The penetrating lyrics had left each of the boys with gnawing doubts about where they might fit into the flux of the moment. Yet, the two girls’ unadorned freshness and lack of pretense guided them towards equipoise.
Peter drove the crowded Alfa north into the night. Cameron, his navigator, nodded on and off, while, snuggled in the back seat, Tony, Samantha, and Emilia drifted in and out of quiet conversation. Peter’s driving was buffeted by memory of the concert, but they arrived safely at the campus gate as the sun was rising. He left the Alfa there so Cameron’s father could easily find it, and sleepily stumbled to his dorm, as Cameron and Tony walked with the two girls to theirs.

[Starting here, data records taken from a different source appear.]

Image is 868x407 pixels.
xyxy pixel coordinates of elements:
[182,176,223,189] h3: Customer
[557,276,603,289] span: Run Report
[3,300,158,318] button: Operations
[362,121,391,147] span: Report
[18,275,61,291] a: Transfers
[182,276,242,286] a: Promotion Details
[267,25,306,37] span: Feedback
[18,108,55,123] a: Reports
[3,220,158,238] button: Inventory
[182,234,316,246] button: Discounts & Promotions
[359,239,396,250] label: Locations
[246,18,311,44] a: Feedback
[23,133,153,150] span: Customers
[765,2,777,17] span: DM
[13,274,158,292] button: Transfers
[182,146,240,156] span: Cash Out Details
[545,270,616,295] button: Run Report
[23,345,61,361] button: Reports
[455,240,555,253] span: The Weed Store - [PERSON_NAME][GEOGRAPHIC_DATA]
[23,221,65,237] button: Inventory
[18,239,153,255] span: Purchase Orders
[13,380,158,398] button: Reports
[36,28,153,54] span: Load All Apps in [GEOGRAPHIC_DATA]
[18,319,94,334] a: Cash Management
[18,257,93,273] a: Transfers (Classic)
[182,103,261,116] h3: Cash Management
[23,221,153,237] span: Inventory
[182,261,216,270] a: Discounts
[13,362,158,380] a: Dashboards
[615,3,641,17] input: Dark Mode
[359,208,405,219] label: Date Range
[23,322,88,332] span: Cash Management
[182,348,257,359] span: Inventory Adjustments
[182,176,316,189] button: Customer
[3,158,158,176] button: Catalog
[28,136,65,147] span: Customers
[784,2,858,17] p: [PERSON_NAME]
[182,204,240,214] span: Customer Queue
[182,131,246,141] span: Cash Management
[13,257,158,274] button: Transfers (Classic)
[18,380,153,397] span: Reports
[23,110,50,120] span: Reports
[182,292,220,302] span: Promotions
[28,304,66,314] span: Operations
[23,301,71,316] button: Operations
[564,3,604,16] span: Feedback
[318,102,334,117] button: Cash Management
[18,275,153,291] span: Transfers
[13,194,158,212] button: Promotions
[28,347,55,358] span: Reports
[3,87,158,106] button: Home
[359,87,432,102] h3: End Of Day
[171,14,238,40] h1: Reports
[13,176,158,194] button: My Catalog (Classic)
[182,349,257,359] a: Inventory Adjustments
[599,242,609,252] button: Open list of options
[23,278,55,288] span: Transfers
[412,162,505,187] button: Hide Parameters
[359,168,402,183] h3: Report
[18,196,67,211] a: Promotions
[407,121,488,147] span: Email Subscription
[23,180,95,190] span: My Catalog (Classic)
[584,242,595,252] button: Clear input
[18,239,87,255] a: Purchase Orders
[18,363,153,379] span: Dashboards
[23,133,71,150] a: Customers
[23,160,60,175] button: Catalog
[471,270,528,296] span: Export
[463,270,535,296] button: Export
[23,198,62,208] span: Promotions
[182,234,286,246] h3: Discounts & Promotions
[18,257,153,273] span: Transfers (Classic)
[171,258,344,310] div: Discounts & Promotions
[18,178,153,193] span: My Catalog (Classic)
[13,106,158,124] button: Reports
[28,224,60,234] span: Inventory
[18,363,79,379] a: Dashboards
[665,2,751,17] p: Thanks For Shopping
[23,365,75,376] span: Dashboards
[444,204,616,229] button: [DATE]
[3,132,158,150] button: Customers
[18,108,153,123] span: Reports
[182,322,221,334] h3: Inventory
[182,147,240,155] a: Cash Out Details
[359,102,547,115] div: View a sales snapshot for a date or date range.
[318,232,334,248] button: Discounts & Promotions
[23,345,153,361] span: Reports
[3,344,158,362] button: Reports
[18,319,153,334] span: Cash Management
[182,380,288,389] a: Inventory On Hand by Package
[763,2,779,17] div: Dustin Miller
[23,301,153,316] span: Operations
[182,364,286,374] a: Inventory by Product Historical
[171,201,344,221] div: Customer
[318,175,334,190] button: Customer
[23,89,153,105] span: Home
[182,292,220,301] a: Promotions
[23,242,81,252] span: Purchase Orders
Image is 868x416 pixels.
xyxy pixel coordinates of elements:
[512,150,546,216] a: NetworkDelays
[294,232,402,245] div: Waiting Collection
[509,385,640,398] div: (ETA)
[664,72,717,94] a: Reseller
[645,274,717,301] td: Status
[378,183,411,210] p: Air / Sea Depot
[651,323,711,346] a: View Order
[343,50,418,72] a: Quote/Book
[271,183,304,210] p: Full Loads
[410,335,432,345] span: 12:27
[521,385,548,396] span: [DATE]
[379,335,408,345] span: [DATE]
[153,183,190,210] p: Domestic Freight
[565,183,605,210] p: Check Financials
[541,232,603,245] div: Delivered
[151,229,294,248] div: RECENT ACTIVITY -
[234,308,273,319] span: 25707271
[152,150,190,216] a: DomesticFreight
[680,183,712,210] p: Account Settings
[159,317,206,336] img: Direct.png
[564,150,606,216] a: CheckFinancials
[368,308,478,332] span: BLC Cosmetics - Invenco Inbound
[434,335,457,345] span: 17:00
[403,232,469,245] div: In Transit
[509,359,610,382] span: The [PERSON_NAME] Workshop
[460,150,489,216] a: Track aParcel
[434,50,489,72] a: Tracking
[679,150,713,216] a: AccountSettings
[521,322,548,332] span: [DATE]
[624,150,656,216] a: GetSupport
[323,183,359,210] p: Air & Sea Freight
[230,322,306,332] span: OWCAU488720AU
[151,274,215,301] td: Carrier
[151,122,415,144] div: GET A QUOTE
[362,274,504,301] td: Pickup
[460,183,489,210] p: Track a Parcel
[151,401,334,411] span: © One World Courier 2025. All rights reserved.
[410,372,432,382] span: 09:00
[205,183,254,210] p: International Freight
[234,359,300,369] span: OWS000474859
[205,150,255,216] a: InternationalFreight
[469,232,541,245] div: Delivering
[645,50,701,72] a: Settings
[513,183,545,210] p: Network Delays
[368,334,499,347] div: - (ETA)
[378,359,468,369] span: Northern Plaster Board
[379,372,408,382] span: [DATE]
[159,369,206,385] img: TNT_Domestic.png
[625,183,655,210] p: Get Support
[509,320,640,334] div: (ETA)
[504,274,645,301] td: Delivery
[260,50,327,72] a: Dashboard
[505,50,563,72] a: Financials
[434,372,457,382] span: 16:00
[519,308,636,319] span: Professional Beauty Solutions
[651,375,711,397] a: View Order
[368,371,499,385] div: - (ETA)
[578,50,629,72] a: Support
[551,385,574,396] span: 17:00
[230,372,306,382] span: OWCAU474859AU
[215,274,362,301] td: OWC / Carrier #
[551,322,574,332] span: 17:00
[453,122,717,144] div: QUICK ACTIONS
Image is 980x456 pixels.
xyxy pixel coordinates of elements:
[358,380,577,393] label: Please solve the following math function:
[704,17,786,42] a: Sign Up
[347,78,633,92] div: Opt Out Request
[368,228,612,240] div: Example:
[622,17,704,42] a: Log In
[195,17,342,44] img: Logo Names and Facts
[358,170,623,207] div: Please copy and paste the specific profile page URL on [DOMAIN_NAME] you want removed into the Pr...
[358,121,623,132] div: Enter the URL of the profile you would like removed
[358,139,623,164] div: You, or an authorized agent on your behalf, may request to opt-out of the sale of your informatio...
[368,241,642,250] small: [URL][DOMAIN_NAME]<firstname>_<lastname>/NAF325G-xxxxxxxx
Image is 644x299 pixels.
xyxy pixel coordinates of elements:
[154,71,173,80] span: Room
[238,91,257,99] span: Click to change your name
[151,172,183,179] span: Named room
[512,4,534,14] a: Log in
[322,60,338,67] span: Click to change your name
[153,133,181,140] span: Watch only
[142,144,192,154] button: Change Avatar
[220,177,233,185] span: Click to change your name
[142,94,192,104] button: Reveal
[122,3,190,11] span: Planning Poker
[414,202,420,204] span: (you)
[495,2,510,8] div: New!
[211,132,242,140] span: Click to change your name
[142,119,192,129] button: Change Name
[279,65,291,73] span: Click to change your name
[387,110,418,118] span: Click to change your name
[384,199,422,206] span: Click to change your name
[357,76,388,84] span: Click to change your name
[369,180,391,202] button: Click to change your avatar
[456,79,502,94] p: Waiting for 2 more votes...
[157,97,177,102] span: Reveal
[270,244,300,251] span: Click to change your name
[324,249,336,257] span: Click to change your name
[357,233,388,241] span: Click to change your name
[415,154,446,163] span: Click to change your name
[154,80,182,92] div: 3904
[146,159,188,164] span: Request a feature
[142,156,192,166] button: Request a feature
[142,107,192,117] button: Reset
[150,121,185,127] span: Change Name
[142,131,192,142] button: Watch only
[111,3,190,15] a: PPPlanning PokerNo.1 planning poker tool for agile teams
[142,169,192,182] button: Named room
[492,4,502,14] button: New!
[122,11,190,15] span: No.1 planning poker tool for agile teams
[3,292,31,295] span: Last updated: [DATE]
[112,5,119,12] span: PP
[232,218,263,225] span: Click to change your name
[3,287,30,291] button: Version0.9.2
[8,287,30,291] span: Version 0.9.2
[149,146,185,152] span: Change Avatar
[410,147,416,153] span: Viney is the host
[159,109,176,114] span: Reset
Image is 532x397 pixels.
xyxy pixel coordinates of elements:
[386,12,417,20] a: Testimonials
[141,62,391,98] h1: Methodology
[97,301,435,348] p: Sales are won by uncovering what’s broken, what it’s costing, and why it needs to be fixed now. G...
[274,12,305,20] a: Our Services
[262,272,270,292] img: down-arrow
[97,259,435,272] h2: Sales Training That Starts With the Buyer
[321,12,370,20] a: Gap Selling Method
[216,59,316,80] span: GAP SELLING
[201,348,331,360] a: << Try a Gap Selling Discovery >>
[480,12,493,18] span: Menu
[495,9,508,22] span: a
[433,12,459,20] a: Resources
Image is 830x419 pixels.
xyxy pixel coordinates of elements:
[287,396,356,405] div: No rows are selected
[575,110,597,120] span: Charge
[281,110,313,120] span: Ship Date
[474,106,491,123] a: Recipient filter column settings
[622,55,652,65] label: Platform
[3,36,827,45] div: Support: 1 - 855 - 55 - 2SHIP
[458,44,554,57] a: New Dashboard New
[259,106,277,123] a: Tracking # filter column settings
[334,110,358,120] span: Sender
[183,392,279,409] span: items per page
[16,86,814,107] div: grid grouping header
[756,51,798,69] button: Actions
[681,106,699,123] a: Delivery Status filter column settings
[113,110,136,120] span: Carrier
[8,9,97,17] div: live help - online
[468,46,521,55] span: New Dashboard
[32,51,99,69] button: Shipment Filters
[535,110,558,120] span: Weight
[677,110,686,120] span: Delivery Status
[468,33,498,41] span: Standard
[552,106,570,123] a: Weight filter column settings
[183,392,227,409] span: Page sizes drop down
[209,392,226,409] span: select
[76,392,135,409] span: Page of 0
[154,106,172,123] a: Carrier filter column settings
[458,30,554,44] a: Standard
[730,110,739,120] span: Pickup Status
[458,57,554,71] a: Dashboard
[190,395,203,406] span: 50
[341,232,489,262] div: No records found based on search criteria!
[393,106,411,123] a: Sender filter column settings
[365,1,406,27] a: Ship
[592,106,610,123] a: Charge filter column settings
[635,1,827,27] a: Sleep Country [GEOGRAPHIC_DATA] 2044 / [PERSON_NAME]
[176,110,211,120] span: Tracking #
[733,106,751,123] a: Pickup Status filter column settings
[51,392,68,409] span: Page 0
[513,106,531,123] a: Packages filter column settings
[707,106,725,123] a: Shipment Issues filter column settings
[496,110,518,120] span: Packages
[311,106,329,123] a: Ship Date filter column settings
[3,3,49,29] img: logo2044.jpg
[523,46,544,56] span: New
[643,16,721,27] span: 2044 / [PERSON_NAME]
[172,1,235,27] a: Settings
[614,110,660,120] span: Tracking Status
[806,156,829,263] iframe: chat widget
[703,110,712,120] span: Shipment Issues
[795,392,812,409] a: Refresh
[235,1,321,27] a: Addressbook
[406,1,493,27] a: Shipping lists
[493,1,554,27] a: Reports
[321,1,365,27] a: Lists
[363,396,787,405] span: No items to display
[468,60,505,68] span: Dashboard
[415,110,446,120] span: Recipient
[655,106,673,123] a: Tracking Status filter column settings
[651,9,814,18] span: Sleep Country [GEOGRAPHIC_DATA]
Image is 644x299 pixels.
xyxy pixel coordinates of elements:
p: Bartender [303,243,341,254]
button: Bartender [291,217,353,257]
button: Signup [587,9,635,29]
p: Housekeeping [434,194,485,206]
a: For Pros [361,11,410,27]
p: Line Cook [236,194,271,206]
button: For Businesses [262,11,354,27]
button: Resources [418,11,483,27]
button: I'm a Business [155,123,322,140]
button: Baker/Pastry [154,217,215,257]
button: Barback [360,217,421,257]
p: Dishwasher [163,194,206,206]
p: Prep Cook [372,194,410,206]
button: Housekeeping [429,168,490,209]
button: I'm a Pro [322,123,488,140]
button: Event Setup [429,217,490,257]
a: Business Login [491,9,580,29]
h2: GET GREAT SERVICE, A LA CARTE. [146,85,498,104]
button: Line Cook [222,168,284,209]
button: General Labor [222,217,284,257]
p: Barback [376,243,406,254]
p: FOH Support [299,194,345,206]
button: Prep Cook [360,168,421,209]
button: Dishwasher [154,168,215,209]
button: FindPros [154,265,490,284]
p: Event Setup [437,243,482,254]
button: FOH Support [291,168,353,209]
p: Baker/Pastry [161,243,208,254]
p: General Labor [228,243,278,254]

Peter slept late on this holiday Sunday and woke to the news that Cameron and Tony had been expelled, their rooms cleared, leaving no trace of them, Samantha, or Emilia.
Peter was devastated for them, but also because both legs of his triangular relationship were gone. Although he recognized that the issues were obvious enough, he yearned for clarification as much as explanation. And the two girls, both lovely and smart, deserved better, not only from Tony and Cameron, but probably also from the school.
“What sort of nineteenth century justice is being served?” he asked himself. “Where is due process? Where is the headmaster to address the returning student body? How is this to be represented to the parents?”
Peter never received answers.
The school year came to a quiet close. Tony and Cameron, and the matter itself, had become ghosts.
Peter spent his final year of high school in Bozeman, leaving behind his soccer team, the class presidency, and his honorary appointments.
His friendship with the brilliant Cameron and the iconoclastic Tony had opened his eyes, and the White Rabbit had shown him the way to a broader horizon.
He enrolled at Stanford the following September.